WASHINGTON (TNND) — President Donald Trump told reporters on Sunday that the Donbas region of Ukraine should be “cut up,” leaving most of it in Russian hands, to end a war between the two countries.
“Let it be cut the way it is,” he told reporters aboard Air Force One. “It’s cut up right now,” adding that you can “leave it the way it is right now.”
“They can negotiate something later on down the line,” he said. But for now, both sides of the conflict should “stop at the battle line — go home, stop fighting, stop killing people.”
Ukrainian drones struck a Russian gas processing plant, starting a fire that caused the plant to suspect its intake of gas from Kazakhstan.
In recent months, Ukraine has rampus its attacks on Russian energy facilities. Ukraine has said that these energy facilities fuel Russia’s war effort.
Ukraine has ramped up attacks in recent months on Russian energy facilities it says both fund and directly fuel Russia’s war effort.
During a Fox News interview last week, Trump said that Russian President Vladimir Putin is “going to take something” in regards to ending the war in Ukraine.
“They fought and he has a lot of property. He’s won certain property,” Trump said. “We’re the only nation that goes in, wins a war and then leaves.”
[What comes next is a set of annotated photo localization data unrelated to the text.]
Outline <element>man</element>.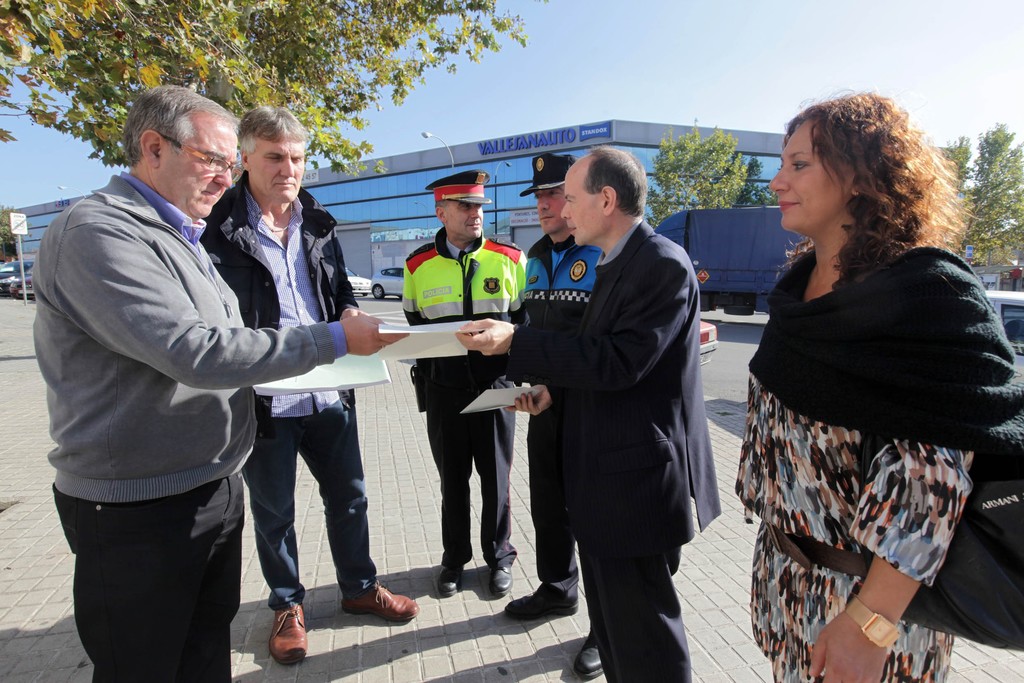
Outline: crop(29, 81, 410, 682).
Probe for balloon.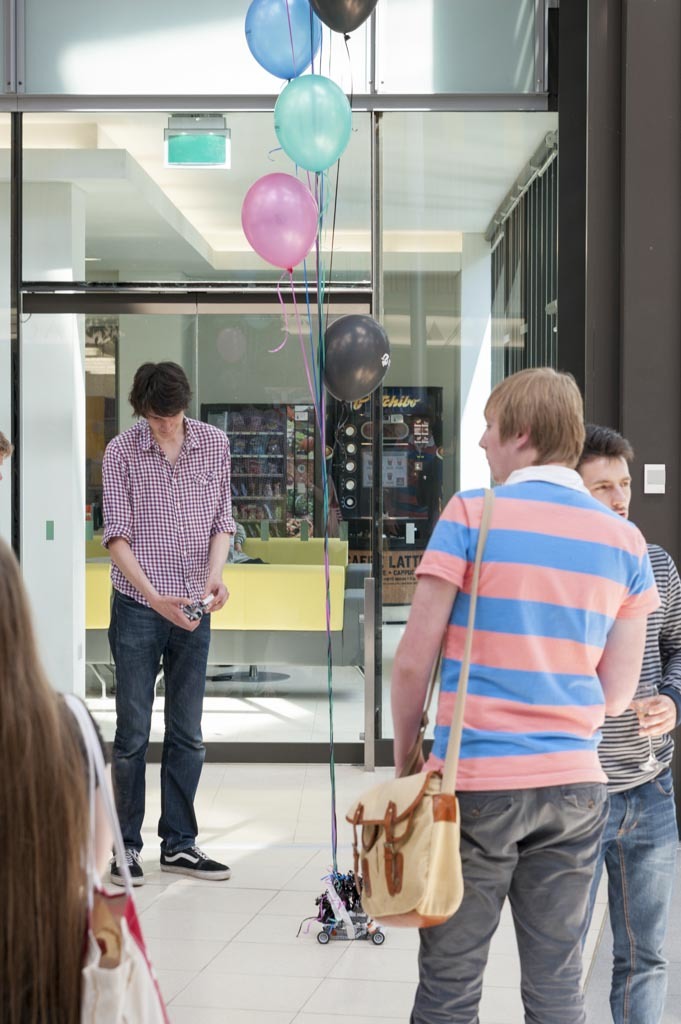
Probe result: <bbox>244, 0, 324, 84</bbox>.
This interiew was conducted before Trump spoke to both Putin and Ukrainian President Volodymyr Zelenskyy.
After his phone call with Putin, Trump has announced that he plans to meet with him in Budapest, reiterating that Ukrain will need to give up terriroty by having the fighting “stop at the lines where they are,” while talking to reporters on Air Force One Sunday night.
“The rest is very tough to negotiate if you’re going to say, ‘You take this, we take that,’” he said. “You know, there are so many different permutations.”
Trump did not give Zelenskyy the Tomahwak missiles that he was hoping for during their meeting at the White House on Friday.
According to Ukraine, Russia has mofidied some of their aerial bombs to strike civilians deeper in Ukraine.
Local authorities in Kharkiv said Russia struck a residential neighborhood using a new rocket-powered aerial bomb for the first time.
Russia’s Defense Ministry said in a statement early Sunday that its air defense forces had shot down 45 Ukrainian drones during the night, including 12 over the Samara region, one over the Orenburg region and 11 over the Saratov region neighboring Samara.
In turn, Ukraine’s air force reported Sunday that Russia during the night launched 62 drones into Ukrainian territory. It said 40 of these were shot down, or veered off course due to electronic jamming.
Editor’s Note: The Associated Press contributed to this story.